The agreement was that he would join the team ahead of the 2014/15 season. That arrangement would give him time to push his studies a little. Alas, two months after penning the pre-contract, his new club asked him to come earlier than planned.

It meant he had to drop out of school after just a handful of lectures. Dad was seething, yet the boy’s mind was made up. After all, he had worked so hard – through all the rejection—to get to that point.

“My dad was like: ‘what about school?’. He didn’t understand how that would work,” says Xoki. He just had to stand his ground and make this football thing work. Steve Bezuidenhout, who later took over from Kruner, says it was challenging keeping a then 19-year-old Xoki on the reserve side. He had a presence on the field, repeatedly says Bezuidenhout.

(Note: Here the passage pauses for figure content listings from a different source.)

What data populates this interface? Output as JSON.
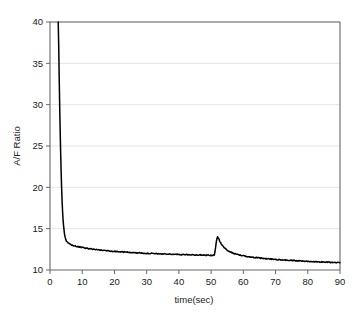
{
  "chart_data": {
    "type": "line",
    "title": "",
    "xlabel": "time(sec)",
    "ylabel": "A/F Ratio",
    "xlim": [
      0,
      90
    ],
    "ylim": [
      10,
      40
    ],
    "xticks": [
      0,
      10,
      20,
      30,
      40,
      50,
      60,
      70,
      80,
      90
    ],
    "yticks": [
      10,
      15,
      20,
      25,
      30,
      35,
      40
    ],
    "grid": "horizontal",
    "legend": "none",
    "series": [
      {
        "name": "A/F Ratio",
        "color": "#000000",
        "x": [
          2.55,
          2.7,
          2.85,
          3.0,
          3.15,
          3.3,
          3.45,
          3.6,
          3.75,
          3.9,
          4.05,
          4.2,
          4.35,
          4.5,
          4.7,
          4.9,
          5.1,
          5.3,
          5.5,
          5.8,
          6.1,
          6.4,
          6.8,
          7.2,
          7.6,
          8.0,
          8.5,
          9.0,
          9.5,
          10.0,
          10.5,
          11.0,
          11.5,
          12.0,
          12.5,
          13.0,
          13.5,
          14.0,
          15.0,
          16.0,
          17.0,
          18.0,
          19.0,
          20.0,
          21.0,
          22.0,
          23.0,
          24.0,
          25.0,
          26.0,
          27.0,
          28.0,
          29.0,
          30.0,
          31.0,
          32.0,
          33.0,
          34.0,
          35.0,
          36.0,
          37.0,
          38.0,
          39.0,
          40.0,
          41.0,
          42.0,
          43.0,
          44.0,
          45.0,
          46.0,
          47.0,
          48.0,
          49.0,
          50.0,
          50.6,
          51.0,
          51.2,
          51.4,
          51.6,
          51.8,
          52.0,
          52.2,
          52.5,
          52.8,
          53.2,
          53.6,
          54.0,
          54.5,
          55.0,
          55.5,
          56.0,
          57.0,
          58.0,
          59.0,
          60.0,
          61.0,
          62.0,
          63.0,
          64.0,
          65.0,
          66.0,
          67.0,
          68.0,
          69.0,
          70.0,
          71.0,
          72.0,
          73.0,
          74.0,
          75.0,
          76.0,
          77.0,
          78.0,
          79.0,
          80.0,
          81.0,
          82.0,
          83.0,
          84.0,
          85.0,
          86.0,
          87.0,
          88.0,
          89.0,
          90.0
        ],
        "y": [
          40.0,
          37.2,
          33.4,
          30.0,
          27.0,
          24.3,
          22.0,
          20.0,
          18.4,
          17.1,
          16.1,
          15.4,
          14.8,
          14.35,
          13.95,
          13.7,
          13.5,
          13.38,
          13.3,
          13.2,
          13.14,
          13.08,
          13.02,
          12.96,
          12.92,
          12.88,
          12.83,
          12.79,
          12.75,
          12.72,
          12.68,
          12.65,
          12.62,
          12.59,
          12.56,
          12.54,
          12.51,
          12.49,
          12.44,
          12.4,
          12.36,
          12.32,
          12.29,
          12.26,
          12.23,
          12.2,
          12.17,
          12.15,
          12.12,
          12.1,
          12.08,
          12.06,
          12.04,
          12.02,
          12.0,
          11.99,
          11.97,
          11.96,
          11.94,
          11.93,
          11.92,
          11.9,
          11.89,
          11.88,
          11.87,
          11.86,
          11.85,
          11.84,
          11.83,
          11.82,
          11.81,
          11.8,
          11.79,
          11.78,
          11.78,
          11.82,
          12.2,
          12.8,
          13.35,
          13.75,
          13.98,
          13.9,
          13.65,
          13.4,
          13.12,
          12.9,
          12.72,
          12.55,
          12.4,
          12.28,
          12.18,
          12.02,
          11.9,
          11.8,
          11.72,
          11.65,
          11.59,
          11.54,
          11.49,
          11.45,
          11.41,
          11.37,
          11.34,
          11.31,
          11.28,
          11.25,
          11.22,
          11.2,
          11.17,
          11.15,
          11.13,
          11.11,
          11.09,
          11.07,
          11.05,
          11.03,
          11.01,
          11.0,
          10.98,
          10.96,
          10.95,
          10.93,
          10.92,
          10.9,
          10.89
        ],
        "noise_amplitude": 0.055
      }
    ],
    "annotations": [
      {
        "name": "initial-decay",
        "description": "Steep exponential drop from 40 to ~13.3 between t=2.5 and t=5"
      },
      {
        "name": "spike",
        "description": "Transient spike to ~14.0 at t=52",
        "x": 52.0,
        "y": 13.98
      },
      {
        "name": "final-value",
        "description": "Curve settles near 10.9 at t=90",
        "x": 90.0,
        "y": 10.89
      }
    ]
  },
  "axes": {
    "x_tick_labels": [
      "0",
      "10",
      "20",
      "30",
      "40",
      "50",
      "60",
      "70",
      "80",
      "90"
    ],
    "y_tick_labels": [
      "10",
      "15",
      "20",
      "25",
      "30",
      "35",
      "40"
    ],
    "x_axis_title": "time(sec)",
    "y_axis_title": "A/F Ratio"
  },
  "colors": {
    "background": "#ffffff",
    "line": "#000000",
    "grid": "#d8d8d8",
    "axis": "#666666",
    "text": "#1a1a1a"
  }
}
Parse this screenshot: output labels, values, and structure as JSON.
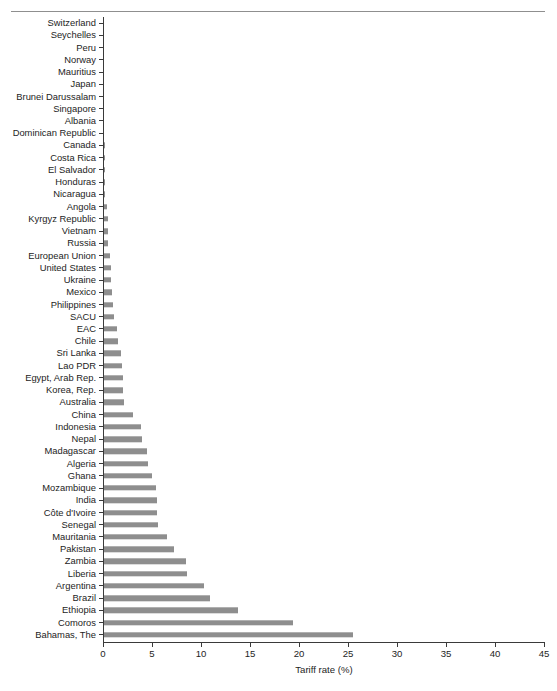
{
  "figure": {
    "has_top_rule": true,
    "bar_color": "#8e8e8e",
    "axis_color": "#3a3a3a"
  },
  "chart_data": {
    "type": "bar",
    "orientation": "horizontal",
    "title": "",
    "xlabel": "Tariff rate (%)",
    "ylabel": "",
    "xlim": [
      0,
      45
    ],
    "xticks": [
      0,
      5,
      10,
      15,
      20,
      25,
      30,
      35,
      40,
      45
    ],
    "xtick_labels": [
      "0",
      "5",
      "10",
      "15",
      "20",
      "25",
      "30",
      "35",
      "40",
      "45"
    ],
    "grid": false,
    "legend": false,
    "categories": [
      "Switzerland",
      "Seychelles",
      "Peru",
      "Norway",
      "Mauritius",
      "Japan",
      "Brunei Darussalam",
      "Singapore",
      "Albania",
      "Dominican Republic",
      "Canada",
      "Costa Rica",
      "El Salvador",
      "Honduras",
      "Nicaragua",
      "Angola",
      "Kyrgyz Republic",
      "Vietnam",
      "Russia",
      "European Union",
      "United States",
      "Ukraine",
      "Mexico",
      "Philippines",
      "SACU",
      "EAC",
      "Chile",
      "Sri Lanka",
      "Lao PDR",
      "Egypt, Arab Rep.",
      "Korea, Rep.",
      "Australia",
      "China",
      "Indonesia",
      "Nepal",
      "Madagascar",
      "Algeria",
      "Ghana",
      "Mozambique",
      "India",
      "Côte d'Ivoire",
      "Senegal",
      "Mauritania",
      "Pakistan",
      "Zambia",
      "Liberia",
      "Argentina",
      "Brazil",
      "Ethiopia",
      "Comoros",
      "Bahamas, The"
    ],
    "values": [
      0.0,
      0.0,
      0.0,
      0.0,
      0.0,
      0.0,
      0.0,
      0.0,
      0.0,
      0.0,
      0.05,
      0.05,
      0.05,
      0.1,
      0.1,
      0.3,
      0.4,
      0.4,
      0.4,
      0.6,
      0.7,
      0.7,
      0.8,
      0.9,
      1.0,
      1.3,
      1.4,
      1.7,
      1.8,
      1.9,
      1.9,
      2.0,
      3.0,
      3.8,
      3.9,
      4.4,
      4.5,
      4.9,
      5.3,
      5.4,
      5.4,
      5.5,
      6.4,
      7.1,
      8.4,
      8.5,
      10.2,
      10.8,
      13.7,
      19.3,
      25.4
    ]
  }
}
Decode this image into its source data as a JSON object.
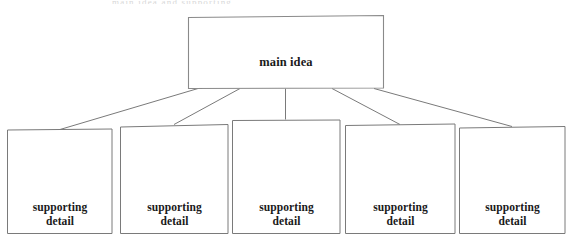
{
  "page": {
    "background_color": "#ffffff",
    "width": 571,
    "height": 247
  },
  "diagram": {
    "type": "hierarchy",
    "stroke_color": "#7a7a7a",
    "text_color": "#1a1a1a",
    "top_cut_text": "main idea and supporting",
    "main_node": {
      "label": "main idea",
      "box": {
        "x": 188,
        "y": 16,
        "width": 196,
        "height": 72
      }
    },
    "child_nodes": [
      {
        "label": "supporting\ndetail",
        "box": {
          "x": 7,
          "y": 129,
          "width": 105,
          "height": 105
        }
      },
      {
        "label": "supporting\ndetail",
        "box": {
          "x": 120,
          "y": 124,
          "width": 108,
          "height": 110
        }
      },
      {
        "label": "supporting\ndetail",
        "box": {
          "x": 232,
          "y": 119,
          "width": 108,
          "height": 115
        }
      },
      {
        "label": "supporting\ndetail",
        "box": {
          "x": 345,
          "y": 124,
          "width": 110,
          "height": 110
        }
      },
      {
        "label": "supporting\ndetail",
        "box": {
          "x": 459,
          "y": 126,
          "width": 106,
          "height": 108
        }
      }
    ],
    "connectors": [
      {
        "from_x": 198,
        "from_y": 88,
        "to_x": 60,
        "to_y": 129
      },
      {
        "from_x": 240,
        "from_y": 88,
        "to_x": 174,
        "to_y": 124
      },
      {
        "from_x": 286,
        "from_y": 88,
        "to_x": 286,
        "to_y": 119
      },
      {
        "from_x": 332,
        "from_y": 88,
        "to_x": 400,
        "to_y": 124
      },
      {
        "from_x": 374,
        "from_y": 88,
        "to_x": 512,
        "to_y": 126
      }
    ]
  }
}
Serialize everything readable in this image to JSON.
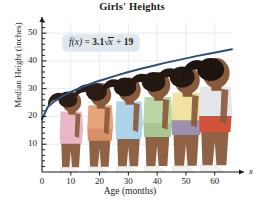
{
  "chart_data": {
    "type": "line",
    "title": "Girls' Heights",
    "xlabel": "Age (months)",
    "ylabel": "Median Height (inches)",
    "axis_end_label": "x",
    "equation": "f(x) = 3.1√x + 19",
    "equation_parts": {
      "fn": "f",
      "arg": "(x)",
      "equals": "=",
      "coefficient": "3.1",
      "radicand": "x",
      "plus": "+",
      "constant": "19"
    },
    "xlim": [
      0,
      66
    ],
    "ylim": [
      0,
      54
    ],
    "xticks": [
      0,
      10,
      20,
      30,
      40,
      50,
      60
    ],
    "yticks": [
      10,
      20,
      30,
      40,
      50
    ],
    "y_minor_tick_step": 2,
    "grid": true,
    "legend": "none",
    "series": [
      {
        "name": "Median height",
        "color": "#2f4f7a",
        "x": [
          0,
          2,
          4,
          6,
          8,
          10,
          14,
          18,
          22,
          26,
          30,
          34,
          38,
          42,
          46,
          50,
          54,
          58,
          62,
          66
        ],
        "y": [
          19.0,
          23.4,
          25.2,
          26.6,
          27.8,
          28.8,
          30.6,
          32.2,
          33.5,
          34.8,
          36.0,
          37.1,
          38.1,
          39.1,
          40.0,
          40.9,
          41.8,
          42.6,
          43.4,
          44.2
        ]
      }
    ],
    "figures": [
      {
        "age": 10,
        "height": 29,
        "top": "#e9b8c6",
        "bottom": "#e9b8c6",
        "skin": "#8a5a3b",
        "hair": "#2b1d16"
      },
      {
        "age": 20,
        "height": 32,
        "top": "#e8a47c",
        "bottom": "#d98f68",
        "skin": "#8a5a3b",
        "hair": "#2b1d16"
      },
      {
        "age": 30,
        "height": 34,
        "top": "#aed4ea",
        "bottom": "#aed4ea",
        "skin": "#8a5a3b",
        "hair": "#241812"
      },
      {
        "age": 40,
        "height": 36,
        "top": "#b9d6a4",
        "bottom": "#a9c794",
        "skin": "#8a5a3b",
        "hair": "#241812"
      },
      {
        "age": 50,
        "height": 38,
        "top": "#f0e2a0",
        "bottom": "#9d90ae",
        "skin": "#8a5a3b",
        "hair": "#241812"
      },
      {
        "age": 60,
        "height": 41,
        "top": "#e3e6ea",
        "bottom": "#cf5239",
        "skin": "#8a5a3b",
        "hair": "#1e140f"
      }
    ],
    "colors": {
      "curve": "#2f4f7a",
      "grid": "#e6ecf0",
      "axis": "#1a1a1a",
      "equation_box": "#dfe8ee",
      "title": "#1a1a1a"
    }
  }
}
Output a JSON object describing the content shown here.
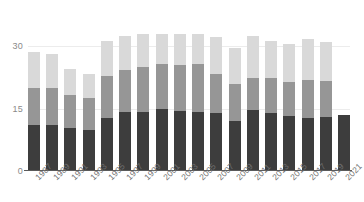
{
  "chart_data": {
    "type": "bar",
    "title": "",
    "subtitle": "",
    "xlabel": "",
    "ylabel": "",
    "stacked": true,
    "orientation": "vertical",
    "grid": true,
    "legend": "none",
    "ylim": [
      0,
      33
    ],
    "yticks": [
      0,
      15,
      30
    ],
    "ytick_labels": [
      "0",
      "15",
      "30"
    ],
    "categories": [
      "1987",
      "1989",
      "1991",
      "1993",
      "1995",
      "1997",
      "1999",
      "2001",
      "2003",
      "2005",
      "2007",
      "2009",
      "2011",
      "2013",
      "2015",
      "2017",
      "2019",
      "2021"
    ],
    "series": [
      {
        "name": "segment-dark",
        "color": "#3d3d3d",
        "values": [
          11.0,
          11.0,
          10.3,
          10.0,
          12.7,
          14.3,
          14.4,
          15.4,
          15.4,
          15.3,
          13.9,
          12.1,
          14.6,
          13.9,
          13.3,
          12.8,
          12.9,
          13.4
        ]
      },
      {
        "name": "segment-mid",
        "color": "#969696",
        "values": [
          8.9,
          9.0,
          7.9,
          7.6,
          10.2,
          10.1,
          10.9,
          11.5,
          11.5,
          12.3,
          9.5,
          8.8,
          7.9,
          8.4,
          8.1,
          9.1,
          8.8,
          0.0
        ]
      },
      {
        "name": "segment-light",
        "color": "#d9d9d9",
        "values": [
          8.7,
          8.3,
          6.4,
          5.7,
          8.3,
          8.1,
          8.1,
          7.4,
          8.0,
          7.7,
          8.8,
          8.8,
          10.0,
          9.0,
          9.2,
          10.0,
          9.4,
          0.0
        ]
      }
    ],
    "totals": [
      28.6,
      28.3,
      24.6,
      23.3,
      31.2,
      32.5,
      33.4,
      34.3,
      34.9,
      35.3,
      32.2,
      29.7,
      32.5,
      31.3,
      30.6,
      31.9,
      31.1,
      13.4
    ]
  }
}
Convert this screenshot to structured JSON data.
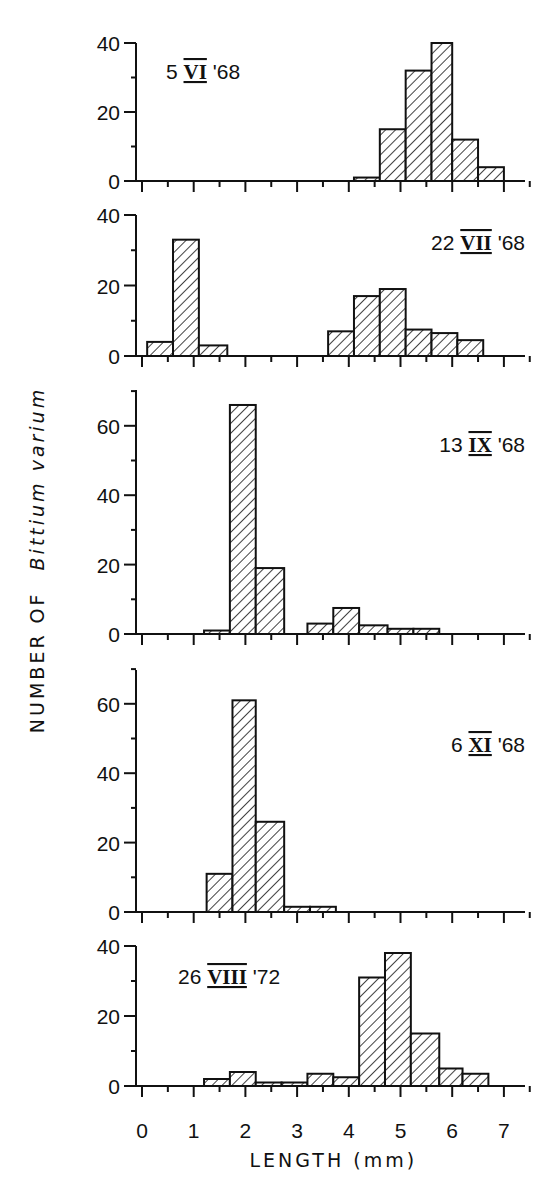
{
  "chart_data": {
    "type": "bar",
    "subtype": "stacked-panel histograms",
    "ylabel": "NUMBER OF Bittium varium",
    "ylabel_plain": "NUMBER OF",
    "ylabel_italic": "Bittium varium",
    "xlabel": "LENGTH (mm)",
    "x_ticks": [
      "0",
      "1",
      "2",
      "3",
      "4",
      "5",
      "6",
      "7"
    ],
    "xlim": [
      0,
      7.5
    ],
    "bin_width_mm": 0.5,
    "grid": false,
    "fill": "diagonal hatch",
    "panels": [
      {
        "label": "5 VI '68",
        "day": "5",
        "month": "VI",
        "year": "'68",
        "ylim": [
          0,
          40
        ],
        "y_ticks": [
          "0",
          "20",
          "40"
        ],
        "bins": [
          {
            "start": 4.1,
            "end": 4.6,
            "count": 1
          },
          {
            "start": 4.6,
            "end": 5.1,
            "count": 15
          },
          {
            "start": 5.1,
            "end": 5.6,
            "count": 32
          },
          {
            "start": 5.6,
            "end": 6.0,
            "count": 40
          },
          {
            "start": 6.0,
            "end": 6.5,
            "count": 12
          },
          {
            "start": 6.5,
            "end": 7.0,
            "count": 4
          }
        ]
      },
      {
        "label": "22 VII '68",
        "day": "22",
        "month": "VII",
        "year": "'68",
        "ylim": [
          0,
          40
        ],
        "y_ticks": [
          "0",
          "20",
          "40"
        ],
        "bins": [
          {
            "start": 0.1,
            "end": 0.6,
            "count": 4
          },
          {
            "start": 0.6,
            "end": 1.1,
            "count": 33
          },
          {
            "start": 1.1,
            "end": 1.65,
            "count": 3
          },
          {
            "start": 3.6,
            "end": 4.1,
            "count": 7
          },
          {
            "start": 4.1,
            "end": 4.6,
            "count": 17
          },
          {
            "start": 4.6,
            "end": 5.1,
            "count": 19
          },
          {
            "start": 5.1,
            "end": 5.6,
            "count": 7.5
          },
          {
            "start": 5.6,
            "end": 6.1,
            "count": 6.5
          },
          {
            "start": 6.1,
            "end": 6.6,
            "count": 4.5
          }
        ]
      },
      {
        "label": "13 IX '68",
        "day": "13",
        "month": "IX",
        "year": "'68",
        "ylim": [
          0,
          70
        ],
        "y_ticks": [
          "0",
          "20",
          "40",
          "60"
        ],
        "bins": [
          {
            "start": 1.2,
            "end": 1.7,
            "count": 1
          },
          {
            "start": 1.7,
            "end": 2.2,
            "count": 66
          },
          {
            "start": 2.2,
            "end": 2.75,
            "count": 19
          },
          {
            "start": 3.2,
            "end": 3.7,
            "count": 3
          },
          {
            "start": 3.7,
            "end": 4.2,
            "count": 7.5
          },
          {
            "start": 4.2,
            "end": 4.75,
            "count": 2.5
          },
          {
            "start": 4.75,
            "end": 5.25,
            "count": 1.5
          },
          {
            "start": 5.25,
            "end": 5.75,
            "count": 1.5
          }
        ]
      },
      {
        "label": "6 XI '68",
        "day": "6",
        "month": "XI",
        "year": "'68",
        "ylim": [
          0,
          70
        ],
        "y_ticks": [
          "0",
          "20",
          "40",
          "60"
        ],
        "bins": [
          {
            "start": 1.25,
            "end": 1.75,
            "count": 11
          },
          {
            "start": 1.75,
            "end": 2.2,
            "count": 61
          },
          {
            "start": 2.2,
            "end": 2.75,
            "count": 26
          },
          {
            "start": 2.75,
            "end": 3.25,
            "count": 1.5
          },
          {
            "start": 3.25,
            "end": 3.75,
            "count": 1.5
          }
        ]
      },
      {
        "label": "26 VIII '72",
        "day": "26",
        "month": "VIII",
        "year": "'72",
        "ylim": [
          0,
          40
        ],
        "y_ticks": [
          "0",
          "20",
          "40"
        ],
        "bins": [
          {
            "start": 1.2,
            "end": 1.7,
            "count": 2
          },
          {
            "start": 1.7,
            "end": 2.2,
            "count": 4
          },
          {
            "start": 2.2,
            "end": 2.7,
            "count": 1
          },
          {
            "start": 2.7,
            "end": 3.2,
            "count": 1
          },
          {
            "start": 3.2,
            "end": 3.7,
            "count": 3.5
          },
          {
            "start": 3.7,
            "end": 4.2,
            "count": 2.5
          },
          {
            "start": 4.2,
            "end": 4.7,
            "count": 31
          },
          {
            "start": 4.7,
            "end": 5.2,
            "count": 38
          },
          {
            "start": 5.2,
            "end": 5.75,
            "count": 15
          },
          {
            "start": 5.75,
            "end": 6.2,
            "count": 5
          },
          {
            "start": 6.2,
            "end": 6.7,
            "count": 3.5
          }
        ]
      }
    ]
  },
  "layout": {
    "x_origin_px": 142,
    "px_per_mm": 51.7,
    "y_axis_px": 136,
    "x_axis_end_px": 525,
    "panels": [
      {
        "baseline": 181,
        "px_per_unit": 3.45,
        "top": 43,
        "label_x": 166,
        "label_y": 79,
        "anchor": "start"
      },
      {
        "baseline": 356,
        "px_per_unit": 3.525,
        "top": 215,
        "label_x": 525,
        "label_y": 250,
        "anchor": "end"
      },
      {
        "baseline": 634,
        "px_per_unit": 3.47,
        "top": 390,
        "label_x": 525,
        "label_y": 452,
        "anchor": "end"
      },
      {
        "baseline": 912,
        "px_per_unit": 3.47,
        "top": 670,
        "label_x": 525,
        "label_y": 752,
        "anchor": "end"
      },
      {
        "baseline": 1086,
        "px_per_unit": 3.5,
        "top": 946,
        "label_x": 178,
        "label_y": 984,
        "anchor": "start"
      }
    ],
    "xlabel_y": 1167,
    "xticklabel_y": 1138,
    "ylabel_x": 44,
    "ylabel_y": 560
  }
}
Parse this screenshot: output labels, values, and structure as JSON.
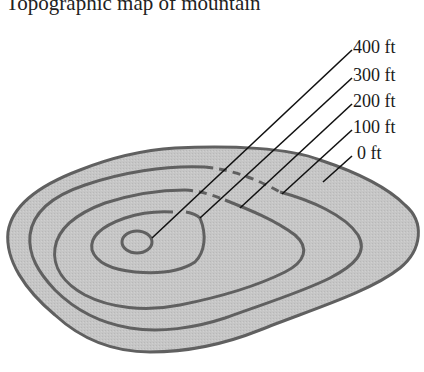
{
  "title": "Topographic map of mountain",
  "colors": {
    "land_fill": "#c4c4c4",
    "contour_stroke": "#606060",
    "leader_line": "#111111",
    "text": "#1a1a1a"
  },
  "contour_labels": [
    {
      "label": "400 ft",
      "elevation_ft": 400
    },
    {
      "label": "300 ft",
      "elevation_ft": 300
    },
    {
      "label": "200 ft",
      "elevation_ft": 200
    },
    {
      "label": "100 ft",
      "elevation_ft": 100
    },
    {
      "label": "0 ft",
      "elevation_ft": 0
    }
  ]
}
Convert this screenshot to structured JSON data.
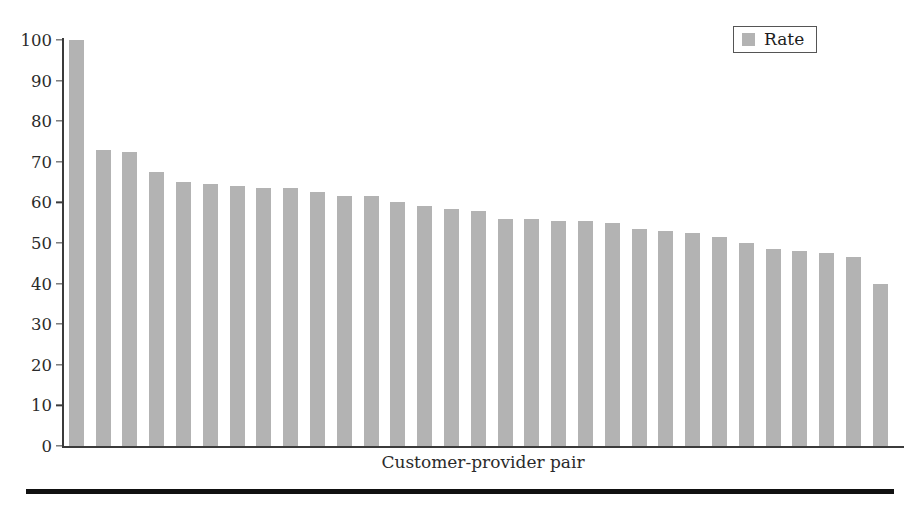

“For me, the one thing that struck me immediately was his leadership. He had a presence on the field. That was probably the most significant thing. He looked like the only player on the field. He had a real presence. As a defender, he was brave; you look and think he would be important,” Bezuidenhout tells FARPost.

The 1.85m tall defender made his Absa Premiership debut for Usuthu during the club’s 5-2 victory over SuperSport United in Pretoria. He made ten more league appearances for AmaZulu and netted once against Maritzburg United in the season’s final game.

Despite Usuthu’s unfortunate demotion from the PSL at the end of his maiden season, it was so clear that he was destined to become a key player for the club.

The promising centre-back managed to establish himself in the club’s starting line-up during the 2015/16 season, making 18 starts in the National First Division (NFD). He was deservedly handed the captain’s armband, aged 21, ahead of the 2016/17 NFD season after building a commanding reputation on the team.

Under his captaincy, Usuthu mounted a severe challenge for promotion to the PSL—making 25 league appearances and notching five goals. Unluckily, they narrowly missed out on promotion on the last day of the season but bounced back to the topflight after purchasing Thanda Royal Zulu’s PSL status.

Since then, the 27-year-old’s performances in the heart of Usuthu’s rear-guard have been pivotal. He was a vital cog in their fairy-tale run this season under the tutelage of Bafana Bafana record goalscorer McCarthy. 

But in the book of his dreams, the newly-signed Buccaneer wants to lift silverware and don the Bafana Bafana jersey. He has come a long way for him not to realise that dream. Not even the 17-0 humiliation could stand in the course of his professional career.